Read and Reading

  • The Rational Optimist
  • •Eating Animals
  • •Civilization: The West and the Rest
  • •Inside the House of Money
  • •More Money than God
  • •How Markets Fail
  • •Too Big to Fail
  • •Security Analysis
  • •The Black Swan
  • •What I Wish I Knew When I Was 20
  • •Justice
  • •Snoop
  • •The General Theory (Keynes)
  • •케인즈를 위한 변명 (The Rise, Fall and Return of the 20th Century's Most Influential Economist, Keynes)
  • •I'm the King of the Castle
  • •The Glass Menagerie
  • •The Empathic Civilization
  • •Inventing Temperature
  • •13 Bankers
  • •Cows, Pigs, Wars and Witches
  • •Why We Need a New Welfare State
  • •A Splendid Exchange: How Trade Shaped the World
  • •세계사를 바꾼 철학의 구라들 (Kleine Geschichte Der Philosophie)
  • •Grace and Grit
  • •Democracy in America
  • •Communism
  • •The Age of the Unthinkable
  • •The Idea of Justice
  • •Capitalism and Freedom
  • •Capitalism, Socialism and Democracy
  • •국가의 부와 빈곤 (The Wealth and Poverty of Nations)
  • •The Importance of Being Earnest

Tuesday, May 11, 2010

The Importance of Being Earnest

My "Bibliophile Summer," kicked off with a book from my own collection: The Importance of Being Earnest by Oscar Wilde. I've always been a huge fan of plays and dramatic literature, and I figured that in preparation for some heavy academic reading over the next four months, I could use a dramatic piece. The play mainly talks about fitting into moral standards and expectations mandated by society, and two men's struggles to escape from them through "bunburying." "Bunburying" refers to Jack and Algernon's creation of a non-existent brother and an equally fake friend, who bear the name Earnest and Bunbury, respectively. Through these fictional characters, Jack and Algernon are able to adopt alternate identities in the city and in the country, putting on a facade that pleases the women they love. For the two men, it is important being Earnest because Cecily and Gwendolen (the two women they are in love with) are fascinated by the name 'Earnest.' The two women presume that a man with such a name is sure to be true and sincere - hence 'earnest.' Although the name 'Earnest' becomes a center of admiration and idolization, 'earnest-ness' is not significantly talked about or exemplified by the main characters. Therefore the name 'Earnest' serves as a clever pun and a metaphor, and Wilde uses such to express his satire of hypocrisy and moral paradox. The fact that Victorian England is the background does not make this play antiquated, but rather, it makes us wonder about modern pressure on morality - or lack thereof.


**Your task:**
Exact copy, pictures excluded: please retype every record below.

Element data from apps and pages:
[Start of Attachment]

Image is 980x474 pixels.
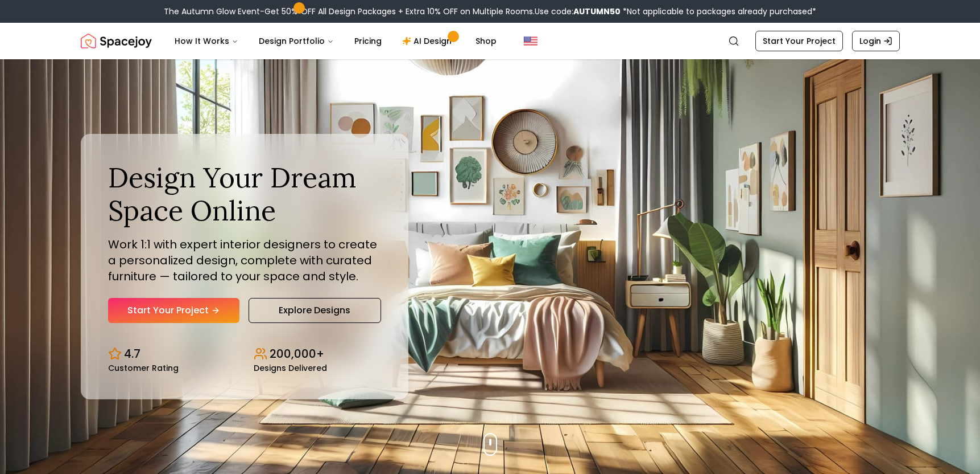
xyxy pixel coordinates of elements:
a: Spacejoy [81,29,152,53]
p: 200,000+ [270,345,324,362]
a: Start Your Project [108,298,240,323]
b: AUTUMN50 [574,5,621,17]
button: Design Portfolio [250,29,343,53]
div: The Autumn Glow Event-Get 50% OFF All Design Packages + Extra 10% OFF on Multiple Rooms. [164,5,816,17]
div: Design stats [108,337,381,372]
a: Shop [467,29,506,53]
a: Explore Designs [249,298,381,323]
img: Spacejoy Logo [81,29,152,53]
a: Start Your Project [756,31,844,51]
span: Use code: [535,5,621,17]
img: United States [524,34,538,48]
small: Customer Rating [108,364,178,372]
h1: Design Your Dream Space Online [108,161,381,227]
a: AI Design [393,29,464,53]
a: Pricing [345,29,391,53]
small: Designs Delivered [254,364,327,372]
p: 4.7 [124,345,140,362]
nav: Main [166,29,506,53]
p: Work 1:1 with expert interior designers to create a personalized design, complete with curated fu... [108,237,381,284]
a: Login [852,31,900,51]
button: How It Works [166,29,247,53]
span: *Not applicable to packages already purchased* [621,5,816,17]
nav: Global [81,22,900,59]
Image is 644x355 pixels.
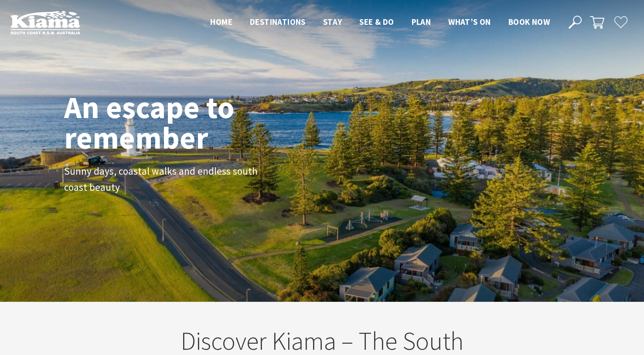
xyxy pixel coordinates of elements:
p: Sunny days, coastal walks and endless south coast beauty [64,164,260,196]
span: Stay [323,16,342,27]
span: Home [210,16,232,27]
span: Destinations [250,16,306,27]
span: Book now [509,16,550,27]
span: See & Do [359,16,394,27]
h1: An escape to remember [64,92,304,154]
span: Plan [412,16,431,27]
span: What’s On [448,16,491,27]
nav: Main Menu [202,15,559,29]
img: Kiama Logo [10,10,80,35]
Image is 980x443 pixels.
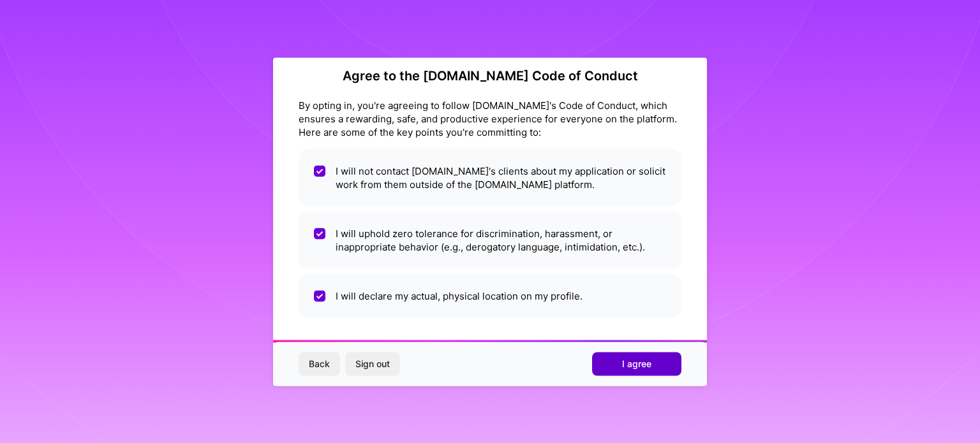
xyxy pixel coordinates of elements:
span: Back [309,358,330,370]
div: By opting in, you're agreeing to follow [DOMAIN_NAME]'s Code of Conduct, which ensures a rewardin... [299,98,681,138]
li: I will not contact [DOMAIN_NAME]'s clients about my application or solicit work from them outside... [299,149,681,206]
li: I will uphold zero tolerance for discrimination, harassment, or inappropriate behavior (e.g., der... [299,211,681,268]
li: I will declare my actual, physical location on my profile. [299,273,681,317]
span: I agree [622,358,652,370]
button: Sign out [345,353,400,376]
button: Back [299,353,340,376]
button: I agree [592,353,681,376]
h2: Agree to the [DOMAIN_NAME] Code of Conduct [299,67,681,83]
span: Sign out [355,358,390,370]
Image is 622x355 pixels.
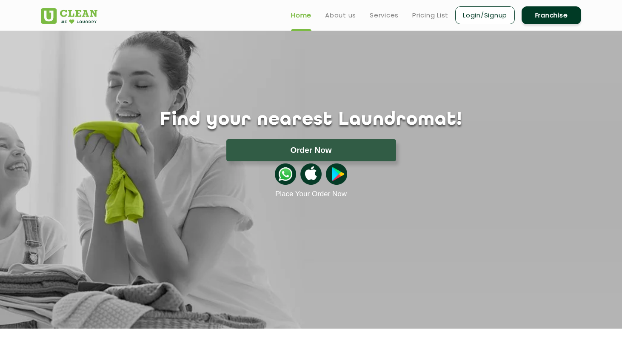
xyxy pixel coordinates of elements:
[455,6,514,24] a: Login/Signup
[521,6,581,24] a: Franchise
[275,190,347,198] a: Place Your Order Now
[226,139,396,161] button: Order Now
[325,10,356,20] a: About us
[291,10,311,20] a: Home
[412,10,448,20] a: Pricing List
[41,8,97,24] img: UClean Laundry and Dry Cleaning
[34,109,587,131] h1: Find your nearest Laundromat!
[275,163,296,185] img: whatsappicon.png
[326,163,347,185] img: playstoreicon.png
[369,10,398,20] a: Services
[300,163,321,185] img: apple-icon.png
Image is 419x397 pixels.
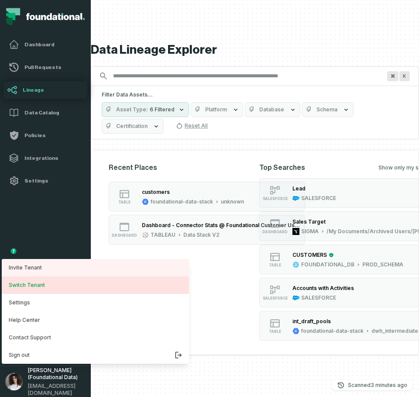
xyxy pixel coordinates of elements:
span: aluma@foundational.io [28,383,86,397]
div: avatar of Aluma Gelbard[PERSON_NAME] (Foundational Data)[EMAIL_ADDRESS][DOMAIN_NAME] [2,259,189,364]
button: Switch Tenant [2,277,189,294]
button: Scanned[DATE] 1:01:26 PM [332,380,413,391]
p: Scanned [348,381,408,390]
span: Aluma Gelbard (Foundational Data) [28,367,86,381]
span: Press ⌘ + K to focus the search bar [388,71,399,81]
button: Settings [2,294,189,312]
button: Sign out [2,346,189,364]
span: Press ⌘ + K to focus the search bar [400,71,410,81]
img: avatar of Aluma Gelbard [5,373,23,391]
a: Help Center [2,312,189,329]
h1: Data Lineage Explorer [91,42,419,58]
relative-time: Sep 11, 2025, 1:01 PM GMT+3 [371,382,408,388]
a: Contact Support [2,329,189,346]
a: Invite Tenant [2,259,189,277]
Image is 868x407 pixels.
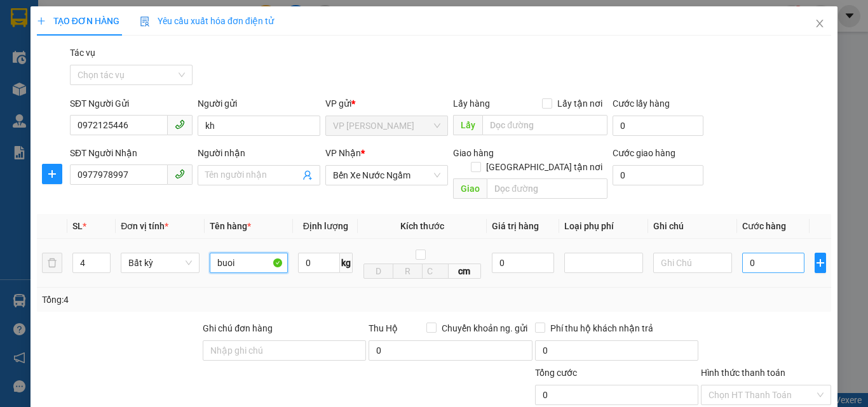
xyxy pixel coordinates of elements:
span: Giao [453,178,487,199]
span: Bến Xe Nước Ngầm [333,166,440,185]
label: Tác vụ [70,47,96,58]
span: Chuyển khoản ng. gửi [436,321,533,336]
input: VD: Bàn, Ghế [210,253,288,273]
button: Close [802,6,837,42]
span: SL [72,221,83,231]
label: Cước giao hàng [612,148,675,158]
input: D [363,263,393,279]
span: kg [340,253,353,273]
div: Tổng: 4 [42,293,336,307]
button: plus [42,164,62,184]
span: Thu Hộ [369,323,398,333]
span: Cước hàng [742,221,786,231]
th: Ghi chú [648,214,737,239]
span: Lấy hàng [453,99,490,108]
span: Giá trị hàng [492,221,539,231]
span: Giao hàng [453,148,493,158]
input: R [393,263,423,279]
input: Cước lấy hàng [612,116,703,136]
span: plus [815,258,825,268]
span: Lấy [453,115,482,135]
span: Tổng cước [535,368,577,378]
span: cm [448,263,481,279]
div: Người nhận [198,146,320,160]
img: icon [140,17,150,26]
label: Cước lấy hàng [612,99,669,108]
span: user-add [302,170,312,181]
div: SĐT Người Gửi [70,96,193,111]
input: Ghi chú đơn hàng [202,341,366,361]
input: Cước giao hàng [612,166,703,186]
span: TẠO ĐƠN HÀNG [37,16,120,26]
input: C [422,263,448,279]
span: Bất kỳ [129,254,192,272]
span: Yêu cầu xuất hóa đơn điện tử [140,16,274,26]
input: 0 [492,253,554,273]
span: Kích thước [400,221,444,231]
th: Loại phụ phí [559,214,648,239]
label: Hình thức thanh toán [700,368,785,378]
input: Ghi Chú [653,253,732,273]
input: Dọc đường [487,178,607,199]
span: Tên hàng [210,221,251,231]
span: phone [175,120,185,129]
span: VP Nhận [325,148,361,158]
span: Đơn vị tính [120,221,168,231]
span: Phí thu hộ khách nhận trả [545,321,658,336]
span: Lấy tận nơi [552,96,607,111]
span: phone [175,169,185,179]
span: VP Hà Tĩnh [333,117,440,135]
div: VP gửi [325,96,448,111]
span: close [815,18,824,29]
div: SĐT Người Nhận [70,146,193,160]
label: Ghi chú đơn hàng [202,323,272,333]
input: Dọc đường [482,115,607,135]
button: plus [815,253,826,273]
span: plus [37,17,46,26]
span: Định lượng [303,221,348,231]
span: [GEOGRAPHIC_DATA] tận nơi [481,160,607,174]
div: Người gửi [198,96,320,111]
button: delete [42,253,62,273]
span: plus [43,169,62,179]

[End of Attachment]

**Task output:**
Image is 980x474 pixels.
xyxy pixel coordinates of elements:
a: Spacejoy [81,29,152,53]
p: 200,000+ [270,345,324,362]
a: Start Your Project [108,298,240,323]
b: AUTUMN50 [574,5,621,17]
button: Design Portfolio [250,29,343,53]
div: The Autumn Glow Event-Get 50% OFF All Design Packages + Extra 10% OFF on Multiple Rooms. [164,5,816,17]
div: Design stats [108,337,381,372]
a: Shop [467,29,506,53]
a: Explore Designs [249,298,381,323]
img: Spacejoy Logo [81,29,152,53]
a: Start Your Project [756,31,844,51]
span: Use code: [535,5,621,17]
img: United States [524,34,538,48]
small: Customer Rating [108,364,178,372]
h1: Design Your Dream Space Online [108,161,381,227]
a: AI Design [393,29,464,53]
a: Pricing [345,29,391,53]
small: Designs Delivered [254,364,327,372]
p: 4.7 [124,345,140,362]
nav: Main [166,29,506,53]
p: Work 1:1 with expert interior designers to create a personalized design, complete with curated fu... [108,237,381,284]
a: Login [852,31,900,51]
button: How It Works [166,29,247,53]
span: *Not applicable to packages already purchased* [621,5,816,17]
nav: Global [81,22,900,59]
Image is 644x355 pixels.
xyxy pixel coordinates of elements:
p: Sunny days, coastal walks and endless south coast beauty [64,164,260,196]
span: Stay [323,16,342,27]
span: Home [210,16,232,27]
span: Destinations [250,16,306,27]
span: Book now [509,16,550,27]
span: See & Do [359,16,394,27]
h1: An escape to remember [64,92,304,154]
span: Plan [412,16,431,27]
span: What’s On [448,16,491,27]
nav: Main Menu [202,15,559,29]
img: Kiama Logo [10,10,80,35]
Image is 980x443 pixels.
xyxy pixel coordinates of elements:
span: Back [309,358,330,370]
div: By opting in, you're agreeing to follow [DOMAIN_NAME]'s Code of Conduct, which ensures a rewardin... [299,98,681,138]
li: I will not contact [DOMAIN_NAME]'s clients about my application or solicit work from them outside... [299,149,681,206]
li: I will uphold zero tolerance for discrimination, harassment, or inappropriate behavior (e.g., der... [299,211,681,268]
li: I will declare my actual, physical location on my profile. [299,273,681,317]
span: I agree [622,358,652,370]
button: Sign out [345,353,400,376]
button: Back [299,353,340,376]
button: I agree [592,353,681,376]
h2: Agree to the [DOMAIN_NAME] Code of Conduct [299,67,681,83]
span: Sign out [355,358,390,370]
Image is 622x355 pixels.
xyxy pixel coordinates of elements:
[455,6,514,24] a: Login/Signup
[521,6,581,24] a: Franchise
[275,190,347,198] a: Place Your Order Now
[226,139,396,161] button: Order Now
[325,10,356,20] a: About us
[291,10,311,20] a: Home
[412,10,448,20] a: Pricing List
[41,8,97,24] img: UClean Laundry and Dry Cleaning
[34,109,587,131] h1: Find your nearest Laundromat!
[275,163,296,185] img: whatsappicon.png
[326,163,347,185] img: playstoreicon.png
[369,10,398,20] a: Services
[300,163,321,185] img: apple-icon.png
Image is 419x397 pixels.
xyxy pixel coordinates of elements:
span: aluma@foundational.io [28,383,86,397]
div: avatar of Aluma Gelbard[PERSON_NAME] (Foundational Data)[EMAIL_ADDRESS][DOMAIN_NAME] [2,259,189,364]
button: Switch Tenant [2,277,189,294]
button: Scanned[DATE] 1:01:26 PM [332,380,413,391]
p: Scanned [348,381,408,390]
span: Aluma Gelbard (Foundational Data) [28,367,86,381]
span: Press ⌘ + K to focus the search bar [388,71,399,81]
button: Settings [2,294,189,312]
button: Sign out [2,346,189,364]
span: Press ⌘ + K to focus the search bar [400,71,410,81]
img: avatar of Aluma Gelbard [5,373,23,391]
a: Help Center [2,312,189,329]
h1: Data Lineage Explorer [91,42,419,58]
relative-time: Sep 11, 2025, 1:01 PM GMT+3 [371,382,408,388]
a: Contact Support [2,329,189,346]
a: Invite Tenant [2,259,189,277]
Image is 868x407 pixels.
xyxy pixel coordinates of elements:
span: Giao [453,178,487,199]
span: Bến Xe Nước Ngầm [333,166,440,185]
label: Tác vụ [70,47,96,58]
span: Chuyển khoản ng. gửi [436,321,533,336]
input: VD: Bàn, Ghế [210,253,288,273]
button: Close [802,6,837,42]
span: SL [72,221,83,231]
label: Cước giao hàng [612,148,675,158]
input: D [363,263,393,279]
span: kg [340,253,353,273]
div: Tổng: 4 [42,293,336,307]
button: plus [42,164,62,184]
span: Thu Hộ [369,323,398,333]
span: Cước hàng [742,221,786,231]
th: Ghi chú [648,214,737,239]
span: Lấy hàng [453,99,490,108]
span: Giá trị hàng [492,221,539,231]
span: Giao hàng [453,148,493,158]
input: R [393,263,423,279]
input: Cước lấy hàng [612,116,703,136]
span: plus [815,258,825,268]
span: Lấy [453,115,482,135]
span: Tổng cước [535,368,577,378]
span: cm [448,263,481,279]
div: Người nhận [198,146,320,160]
img: icon [140,17,150,26]
label: Cước lấy hàng [612,99,669,108]
span: user-add [302,170,312,181]
div: SĐT Người Gửi [70,96,193,111]
input: Ghi chú đơn hàng [202,341,366,361]
input: Cước giao hàng [612,166,703,186]
span: TẠO ĐƠN HÀNG [37,16,120,26]
input: C [422,263,448,279]
span: Bất kỳ [129,254,192,272]
span: Yêu cầu xuất hóa đơn điện tử [140,16,274,26]
input: 0 [492,253,554,273]
span: Kích thước [400,221,444,231]
th: Loại phụ phí [559,214,648,239]
label: Hình thức thanh toán [700,368,785,378]
input: Ghi Chú [653,253,732,273]
input: Dọc đường [487,178,607,199]
span: Tên hàng [210,221,251,231]
span: phone [175,120,185,129]
span: VP Nhận [325,148,361,158]
span: Đơn vị tính [120,221,168,231]
span: Phí thu hộ khách nhận trả [545,321,658,336]
span: Lấy tận nơi [552,96,607,111]
span: phone [175,169,185,179]
span: VP Hà Tĩnh [333,117,440,135]
div: VP gửi [325,96,448,111]
span: close [815,18,824,29]
div: SĐT Người Nhận [70,146,193,160]
label: Ghi chú đơn hàng [202,323,272,333]
input: Dọc đường [482,115,607,135]
button: plus [815,253,826,273]
span: plus [37,17,46,26]
span: Định lượng [303,221,348,231]
span: [GEOGRAPHIC_DATA] tận nơi [481,160,607,174]
div: Người gửi [198,96,320,111]
button: delete [42,253,62,273]
span: plus [43,169,62,179]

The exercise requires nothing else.